Once the Party Wall Award is in place and the builders are on site, the goal is simple: get the work done safely, lawfully and with minimum stress for both neighbours. From a surveyor’s perspective, the projects that run smoothly share three habits: report issues early, keep the surveyor in the loop, and communicate clearly with the contractor. Here’s how to put that into practice.
1) Report damage early
If you’re the adjoining owner and you spot cracking, water ingress, movement, broken paving, or even excessive dust tracking into your property, flag it immediately. Small issues are quicker and cheaper to resolve the same day than after weeks of work.
- Be specific. Note the room/area, wall/ceiling/floor, and what changed (e.g., “new hairline crack approximately 120mm above skirting on east wall”).
- Add time and context. When did you first notice it? What was happening next door at that point (demolition, drilling, excavation)?
- Use photos and short video. Date-stamped images are gold for fast, fair resolution.
- Tell the surveyor first (and copy in the building owner). The Party Wall surveyor(s) administer the Act and will steer the response—quickest route to a tidy fix.
Silence breeds assumptions. Early reporting keeps solutions simple and prevents positions hardening.
2) Keep the Party Wall Surveyor updated
The appointed surveyor(s) aren’t just there to issue the Award; they administer it during the works. If something on site needs re-sequencing, a method changes, or the builder proposes a different detail, loop in the surveyor(s) before it happens. Many hiccups can be regularised via a short addendum or written agreement within the Act.
- Building owners: If your contractor wants to alter temporary works, access arrangements, or working hours, ask your surveyor to confirm what’s allowed. Acting first and asking later is how simple projects become disputes.
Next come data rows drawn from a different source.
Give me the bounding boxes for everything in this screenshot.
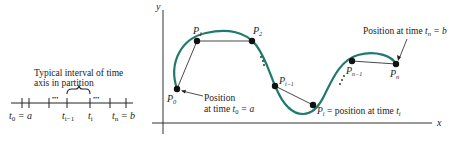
ellipsis-right: ••• — [93, 95, 99, 101]
start-annotation-line2: at time t0 = a — [204, 104, 255, 115]
point-p-n — [393, 61, 399, 67]
point-p0 — [174, 86, 180, 92]
y-axis-label: y — [155, 1, 161, 12]
end-annotation: Position at time tn = b — [363, 26, 447, 37]
point-p2 — [249, 38, 255, 44]
partition-caption-line2: axis in partition — [34, 78, 94, 88]
partition-caption-line1: Typical interval of time — [34, 68, 123, 78]
label-t0: t0 = a — [9, 110, 32, 123]
label-t-i-minus-1: ti−1 — [62, 110, 75, 123]
pi-annotation: Pi = position at time ti — [316, 106, 401, 117]
label-t-n: tn = b — [112, 110, 135, 123]
point-p-i-minus-1 — [272, 83, 278, 89]
point-p-i — [310, 102, 316, 108]
label-p1: P1 — [192, 25, 202, 37]
start-annotation-line1: Position — [204, 93, 235, 103]
label-p-n-minus-1: Pn−1 — [345, 65, 362, 77]
x-axis-label: x — [436, 117, 442, 128]
point-p-n-minus-1 — [349, 58, 355, 64]
label-p-n: Pn — [389, 68, 399, 80]
end-arrow-line — [399, 39, 407, 59]
label-t-i: ti — [88, 110, 93, 123]
partition-figure: Typical interval of time axis in partiti… — [9, 68, 135, 123]
ellipsis-left: ••• — [52, 95, 58, 101]
label-p2: P2 — [252, 25, 263, 37]
label-p-i-minus-1: Pi−1 — [278, 75, 294, 87]
curve-graph: y x P0 P1 P2 Pi−1 Pn — [152, 1, 447, 134]
label-p0: P0 — [166, 93, 177, 105]
start-arrowhead-icon — [181, 90, 186, 94]
point-p1 — [194, 38, 200, 44]
arc-length-diagram: Typical interval of time axis in partiti… — [0, 0, 457, 143]
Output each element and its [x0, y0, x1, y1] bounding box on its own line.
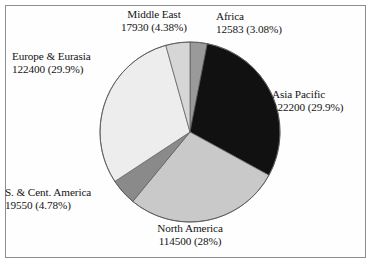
slice-label-s-and-cent-america: S. & Cent. America 19550 (4.78%): [5, 186, 91, 212]
slice-label-north-america: North America 114500 (28%): [132, 222, 248, 248]
slice-label-africa: Africa 12583 (3.08%): [216, 10, 282, 36]
slice-label-s-and-cent-america-name: S. & Cent. America: [5, 186, 91, 199]
slice-label-asia-pacific-value: 122200 (29.9%): [272, 101, 343, 114]
slice-label-asia-pacific: Asia Pacific 122200 (29.9%): [272, 88, 343, 114]
slice-label-middle-east: Middle East 17930 (4.38%): [95, 8, 213, 34]
slice-label-africa-value: 12583 (3.08%): [216, 23, 282, 36]
pie-chart-figure: Africa 12583 (3.08%) Asia Pacific 122200…: [0, 0, 373, 265]
slice-label-middle-east-value: 17930 (4.38%): [95, 21, 213, 34]
pie-slices-group: [100, 42, 280, 222]
slice-label-europe-eurasia-name: Europe & Eurasia: [12, 50, 91, 63]
slice-label-europe-eurasia-value: 122400 (29.9%): [12, 63, 91, 76]
pie-area: Africa 12583 (3.08%) Asia Pacific 122200…: [0, 0, 373, 265]
slice-label-europe-eurasia: Europe & Eurasia 122400 (29.9%): [12, 50, 91, 76]
slice-label-s-and-cent-america-value: 19550 (4.78%): [5, 199, 91, 212]
slice-label-north-america-name: North America: [132, 222, 248, 235]
slice-label-asia-pacific-name: Asia Pacific: [272, 88, 343, 101]
slice-label-middle-east-name: Middle East: [95, 8, 213, 21]
slice-label-north-america-value: 114500 (28%): [132, 235, 248, 248]
slice-label-africa-name: Africa: [216, 10, 282, 23]
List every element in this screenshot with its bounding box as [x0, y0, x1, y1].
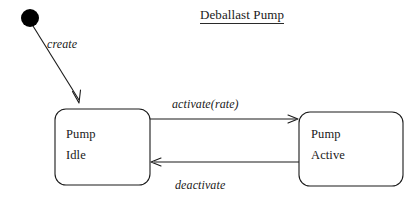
initial-state-circle[interactable]: [21, 9, 39, 27]
diagram-title: Deballast Pump: [200, 8, 284, 24]
state-label-pump-idle-line2: Idle: [66, 149, 86, 162]
transition-label-create: create: [47, 38, 77, 50]
transition-label-deactivate: deactivate: [175, 179, 225, 191]
state-diagram-canvas: Deballast Pump Pump Idle Pump Active cre…: [0, 0, 413, 202]
state-label-pump-idle-line1: Pump: [66, 128, 96, 141]
transition-label-activate: activate(rate): [172, 98, 239, 110]
state-box-pump-idle[interactable]: [55, 109, 150, 185]
state-label-pump-active-line1: Pump: [311, 128, 341, 141]
transition-deactivate[interactable]: [151, 158, 299, 166]
state-label-pump-active-line2: Active: [311, 149, 345, 162]
transition-activate[interactable]: [150, 115, 298, 123]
- Adjoining owners: If access isn’t being requested with proper notice, or works feel out of step with the Award, tell the surveyor the same day. They’ll course-correct quickly.
Think of the surveyor as mission control for compliance and fairness; keeping them informed keeps the project legal and calm.
3) Communicate with the contractor
Most friction is solved in minutes on site. A polite word with the site foreman—“The Award says noisy works 9–5 only; can you hold off until then?”—often fixes it. Follow up with a brief email so there’s a record. If it slips again, escalate to the surveyor(s) with your note and photos attached.
Practical tips that prevent 90% of complaints:
- Hours & methods: Make sure the site team has read the Award’s working hours and any “hand-tools only” clauses for sensitive tasks.
- Access etiquette: When access to your land is permitted by the Award, expect reasonable notice and care (boards, protection, clean-up). Speak up—politely—if that standard drops.
- Housekeeping: Ask for regular sweeping, sheeting, and protection where agreed. Clean sites cause fewer claims.
4) Use the Award as your playbook
When in doubt, re-read the Award. It governs the time and manner of the notifiable works, sets out access, protections, and who pays which costs. If what’s happening on site doesn’t line up, you’ve got a clear reference point—and the surveyor has authority to enforce it.
Common moments to pause and check:
- A change in structural design or foundation depth
- Requests for extra access or scaffold beyond what was envisaged
- New, persistent noise outside allowed hours
- Any instruction that looks riskier or rougher than the agreed method
These aren’t crises—they’re signals to loop in the surveyor(s) and keep the works inside the rails.
5) Keep a neat paper trail
Short, factual notes win the day. Keep emails in one thread, label photos, and avoid emotional language. If a formal determination is ever needed, that tidy evidence saves everyone time and cost—and usually prompts a swift, pragmatic settlement before it gets that far.
Bottom line
During party wall works, speedy reporting, surveyors in the loop, and clear contractor comms are your best friends. Most problems vanish when raised early and handled through the Award’s framework.
Need a steady hand on your project—or help rescuing one that’s wobbling?
Simple Survey — RICS Party Wall Surveyors (England & Wales)
Fast, friendly, fixed-fee support during and after service of notices and Awards.